Retro furnishings have become the signature of swank among the city's lounge bars and have found their way into the homes of well-heeled hipsters. Feeding the frenzy, local outfitters say, is an appetite for the unusual.
"There was never stuff like this Taiwan," said Danny Yang (
That the streamlined simplicity of Scandinavian designs first popular in the 1950s and the futuristic forms of the 1960s are finding favor in Taiwan is noteworthy.
As designers in the West were experimenting with molded plywood furniture, local streets were being lined with poured concrete buildings to house an enormous population influx from China.
Like architecture, furniture design in Taiwan didn't flourish in the decades following the Chinese Civil War. And though many of the retro furnishings now found in swank establishments were originally produced as affordable alternatives for America's emerging middle class, they're now being sold in local boutiques for top dollar.
A sofa styled after Miers van der Rohe's classic cantilevered Barcelona chair can cost upwards of NT$20,000. Harry Betoia's 1951 wire mesh Diamond chair has never gone out of production, but an early model in good condition can cost more than the average monthly paycheck. Local collectors pay an item's going rate, plus the cost of shipping from the US or Europe.
PHOTO: DAVID MOMPHARD, TAIPEI TIMES
Boutique owners like Yang say their biggest customers are lounge bars and retailers who spruce their shops with retro tables for displaying merchandise and lamps for lighting it, but complain that while Taiwanese have acquired a taste for the pieces, they haven't developed an appreciation for their prices.
"There is a gap in understanding here in Taiwan between what is considered used and what is collectible," said Jack Wang, proprietor of Uncle Jack's, a boutique of retro furniture, lamps and art objects in the city's trendy East Area.
"People think that because something is second-hand -- and maybe plastic -- that it should cost NT$200, but really it's maybe NT$20,000."
Before the market can get bigger, he says, people need to understand more about the history of the items that catch their eye.
Several factors combined to make the 1950s a dramatically different decade from the one before it. World War II had ended and tens of thousands of American GIs returned to a dearth of housing.
The Levitt family of New York-area real estate developers started building affordable houses on Long Island, a postwar settlement that would become known as Levittown.
Their new homes were smaller than their pre-war predecessors but were the first homes in America to introduce open-plan design. Sizable living rooms boasted a large "picture window" on the front and a see-through fireplace dividing the living room and kitchen or dining area.
Best of all, they were priced between US$8,000 and US$10,000 and new owners could move in with a deposit of just US$500. Levittown became the model for tract home developments across the country.
To fill these unique homes, unique furnishings were needed and aiding designers of the time was a host of new materials to work with: plastic, vinyl, fiberglass, aluminum, PVC and Formica. They were so easily molded and durable that the materials themselves became fashionable.
The husband-and-wife design team of Charles and Ray Eames took it upon themselves to create durable and affordable home furnishings. They started with molded plywood designs that today are highly-prized among collectors, but soon began working with fiberglass. Eschewing padded wood frames, the couple sought to design chairs and chase lounges molded to comfortably support the human shape.
"What works is better than what looks good," Ray Eames once famously said, "What looks good can change, but what works, works."
Advances in science also started to show up in home-furnishing design. Stackable plastic and aluminum chairs were introduced and an increasing fascination with space exploration led to fiberglass chaise lounges and appliances.
Wall-to-wall carpeting became the rage after the advent of the technology to make it and those who couldn't afford it often went for Edward Fields' area rugs patterned after kimono designs and Piet Mondrian-like montages of lines and geometric shapes. Where the previous generation fashioned their staid furniture from wood and leather, the Fabulous 50s favored primary colors, Formica finishes and bold, cylindrical or spherical shapes.
"In Taiwan, there was very little choice in furniture for the average family," Yang said. "So these old pieces are special not only for being imported, but for being so different than anything else available ? then or now."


▶ _Work instructions_
Your answer should be the exact lines of the data below from the one containing "pyautogui.click(x=<x>, y=<y>)" through the one containing "This screenshot has height=504, width=1311."; please include nothing else.

▶ _Source material_
---+---
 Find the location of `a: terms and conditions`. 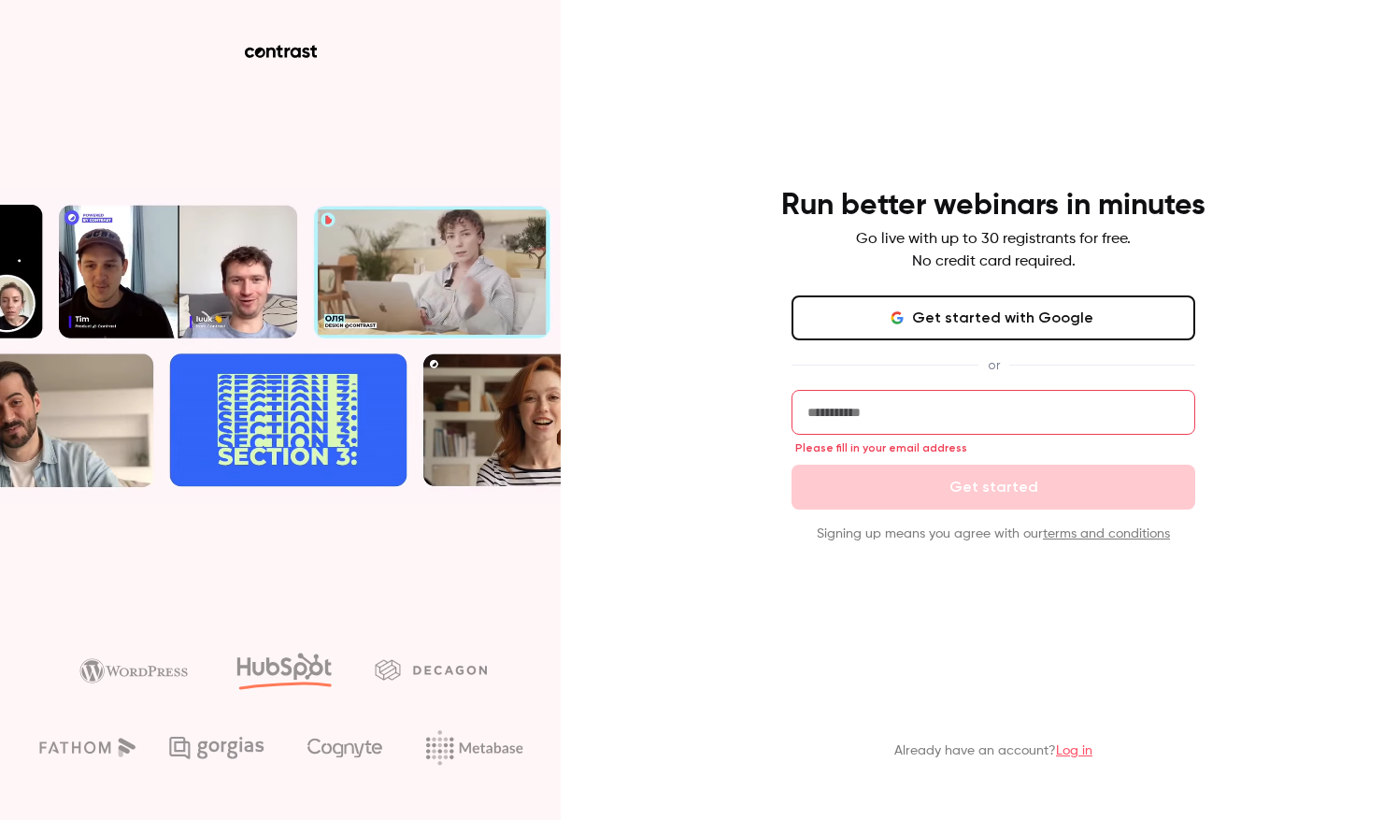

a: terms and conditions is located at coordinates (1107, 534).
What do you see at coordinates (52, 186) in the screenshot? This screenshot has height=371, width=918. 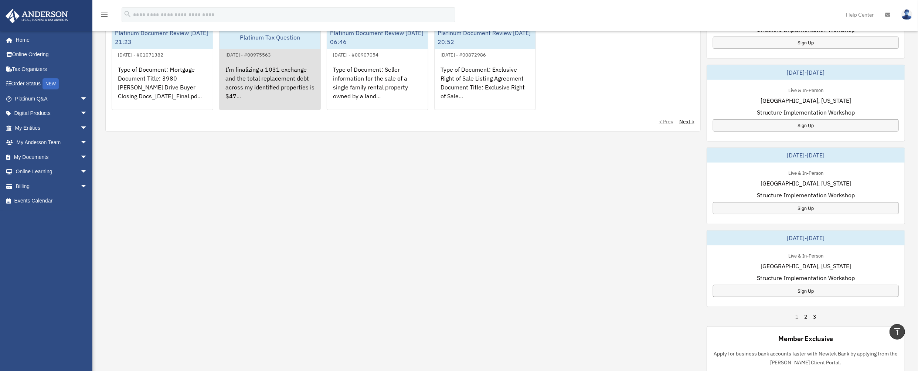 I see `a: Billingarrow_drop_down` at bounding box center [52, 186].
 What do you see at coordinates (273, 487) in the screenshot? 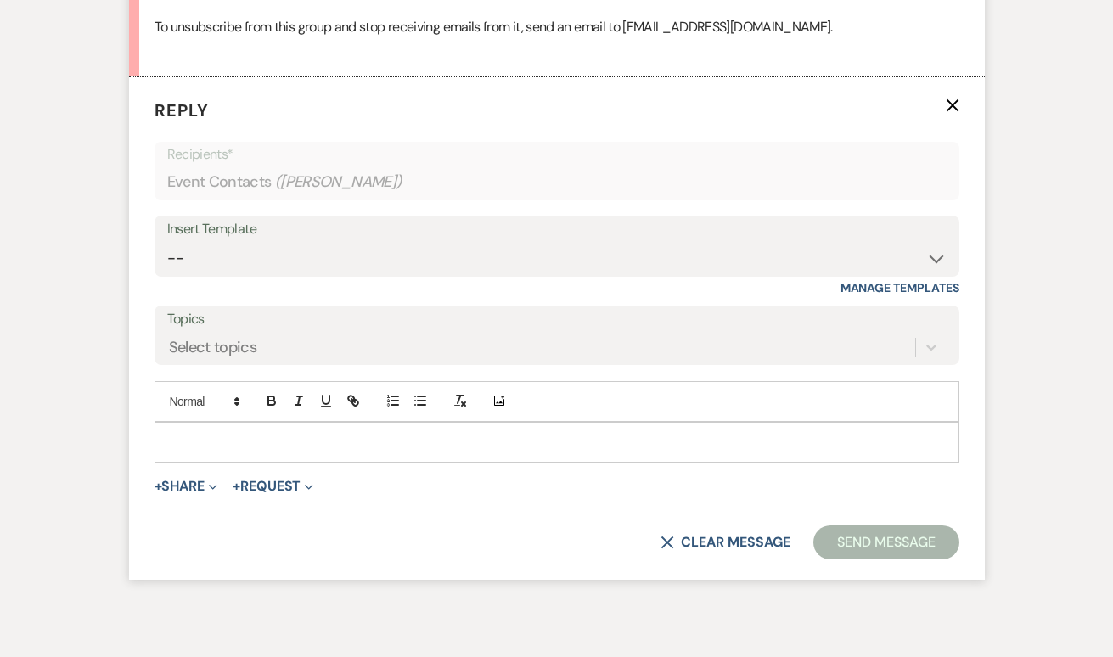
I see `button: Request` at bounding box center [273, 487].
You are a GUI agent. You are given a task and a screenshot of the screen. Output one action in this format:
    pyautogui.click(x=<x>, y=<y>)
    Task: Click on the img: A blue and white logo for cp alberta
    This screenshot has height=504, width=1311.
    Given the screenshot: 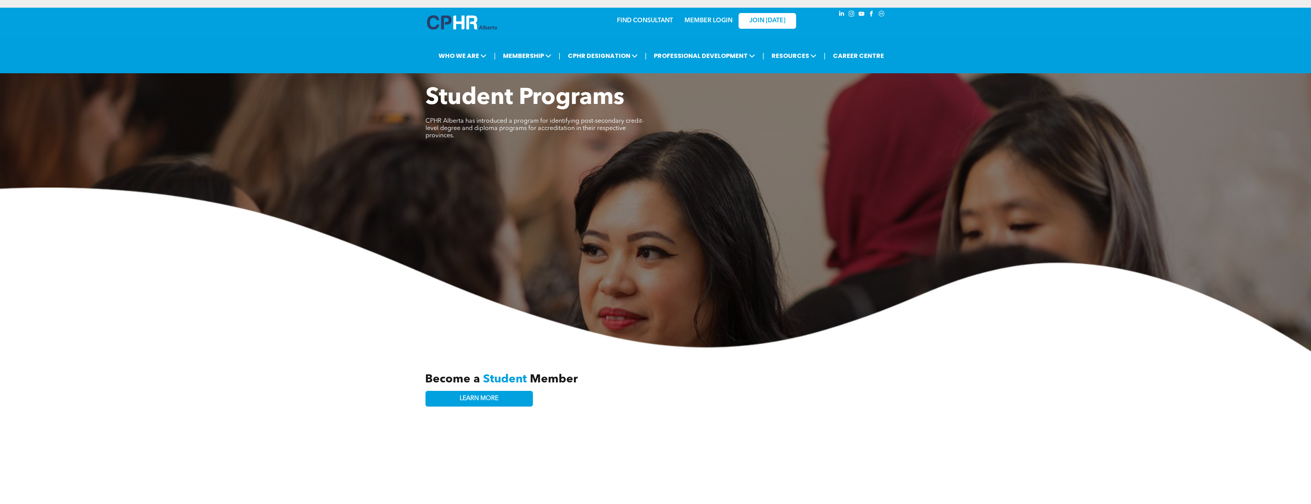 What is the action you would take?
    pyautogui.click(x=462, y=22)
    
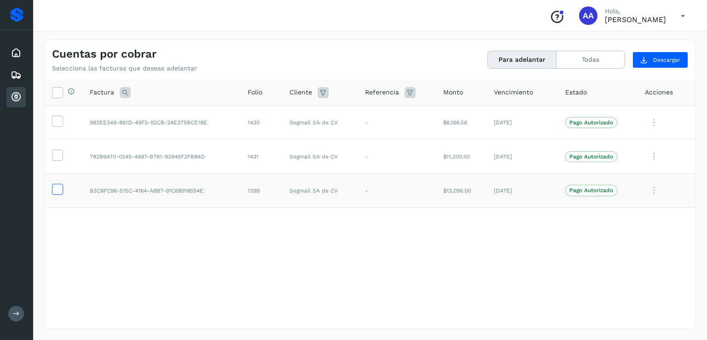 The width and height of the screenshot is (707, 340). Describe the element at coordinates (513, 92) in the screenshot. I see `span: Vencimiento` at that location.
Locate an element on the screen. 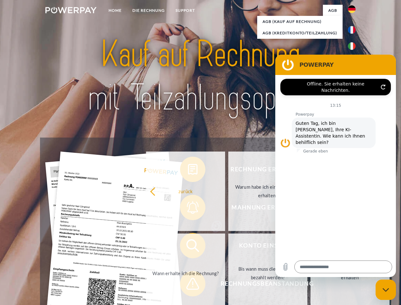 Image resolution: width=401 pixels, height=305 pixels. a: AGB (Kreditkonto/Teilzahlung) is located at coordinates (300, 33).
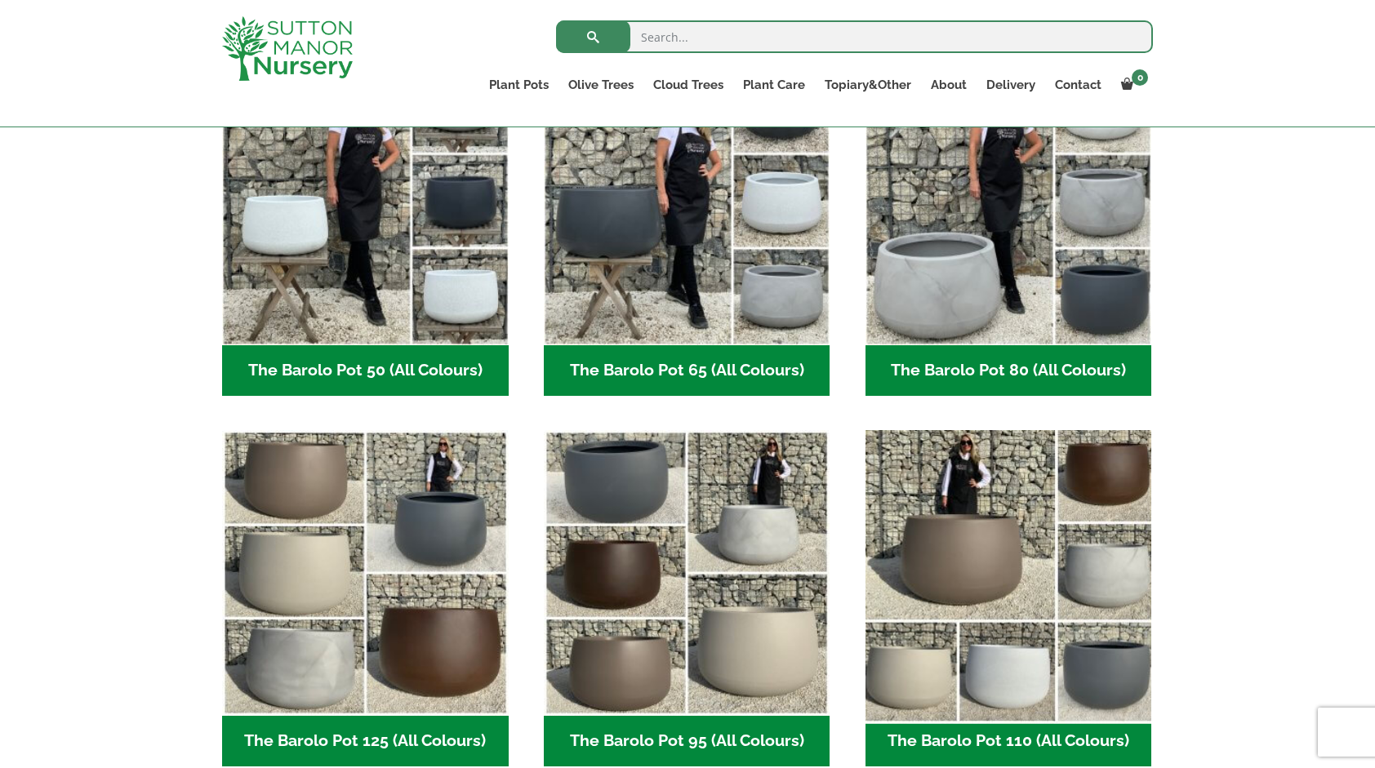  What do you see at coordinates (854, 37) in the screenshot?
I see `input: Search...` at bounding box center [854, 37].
---+---
▶ _Written answer_
    pyautogui.click(x=<x>, y=<y>)
    Task: Click on the img: A blue and white logo for cp alberta
    This screenshot has height=504, width=1311.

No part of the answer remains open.